Britain's 'Zone of Interest' wins best international film Oscar
Reuters
March 11, 2024 08:52 MYT
March 11, 2024 08:52 MYT
LOS ANGELES: Britain's "The Zone of Interest," about a German officer's family living next door to the Auschwitz extermination camp during World War Two, won the Oscar for best international feature film on Sunday.
The movie centers on the commandant Rudolf Hoss and his family as they set up a life next to the Auschwitz death camp in occupied Poland, where more than 1.1 million people were murdered in the largest of the concentration camps and extermination centers built by the Nazis.
Director Jonathan Glazer, who earlier made "Sexy Beast" and "Under the Skin," said he wanted to show the capacity for violence in all people in the film, which was shot entirely at Auschwitz.

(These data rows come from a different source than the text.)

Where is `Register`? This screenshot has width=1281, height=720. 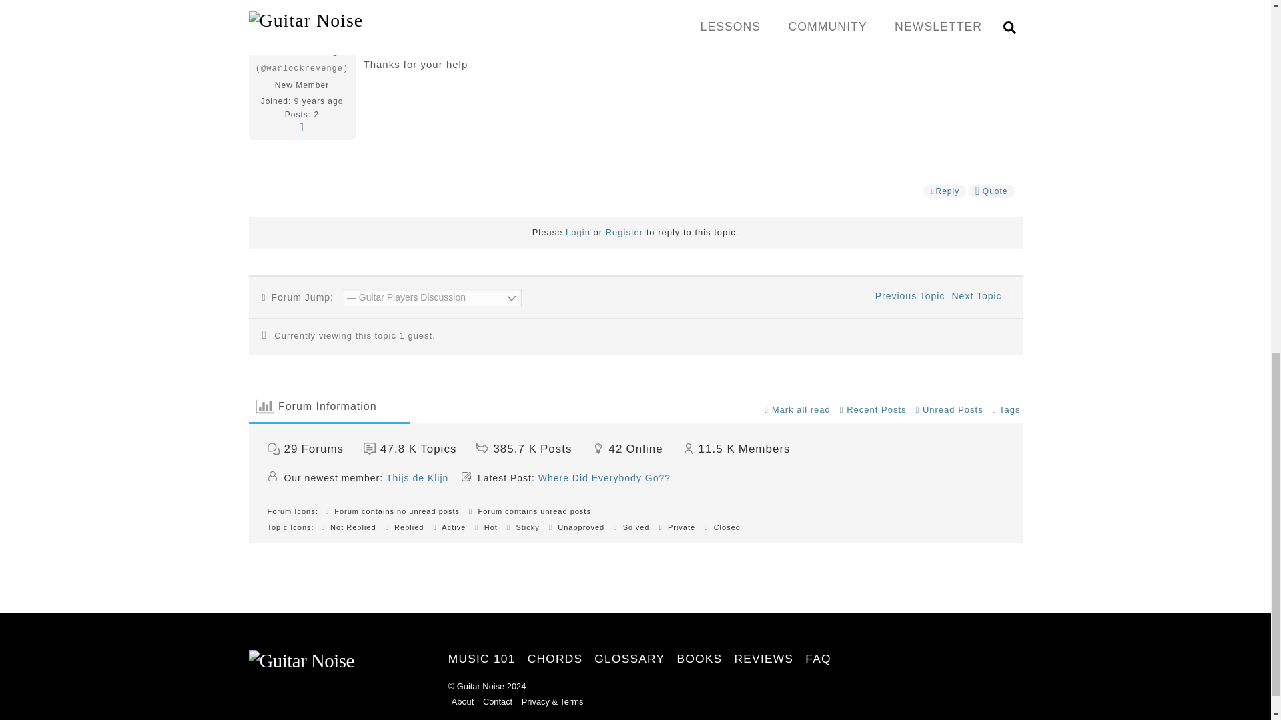
Register is located at coordinates (624, 232).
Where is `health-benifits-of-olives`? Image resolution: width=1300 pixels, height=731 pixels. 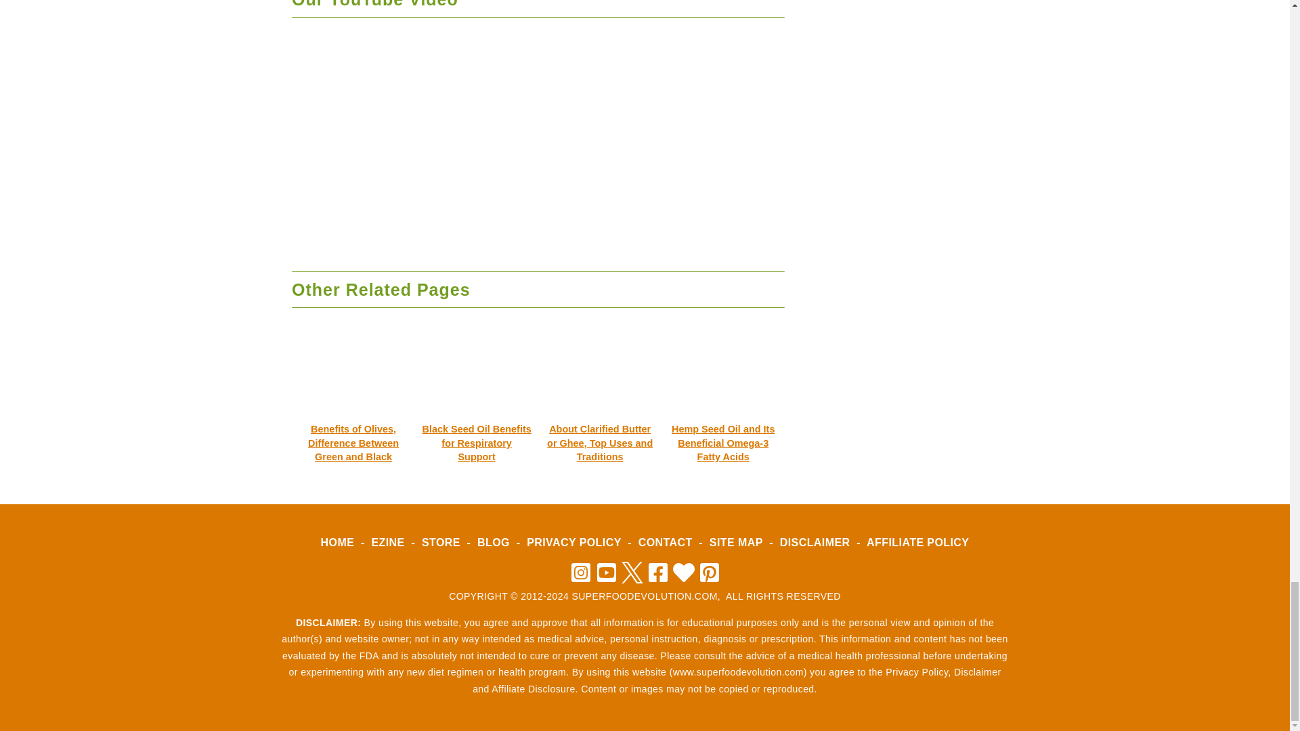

"We think we could never behave this way and we don't behave this way, but I think we should be less certain in that," Glazer said.
The movie, based on a novel by the late Martin Amis, relies on sound, rather than on-screen violence, to convey the horror of the death camp, contrasted with the family's seemingly ordinary lives.
"The Zone of Interest," which also won the Grand Prix at the 2023 Cannes Film Festival, is also nominated for best picture and best director Oscars.
Other nominees in the category were "Perfect Days" from Japan, Spain's "Society of the Snow," "The Teacher's Lounge" from Germany, and Italy's "Io Capitano."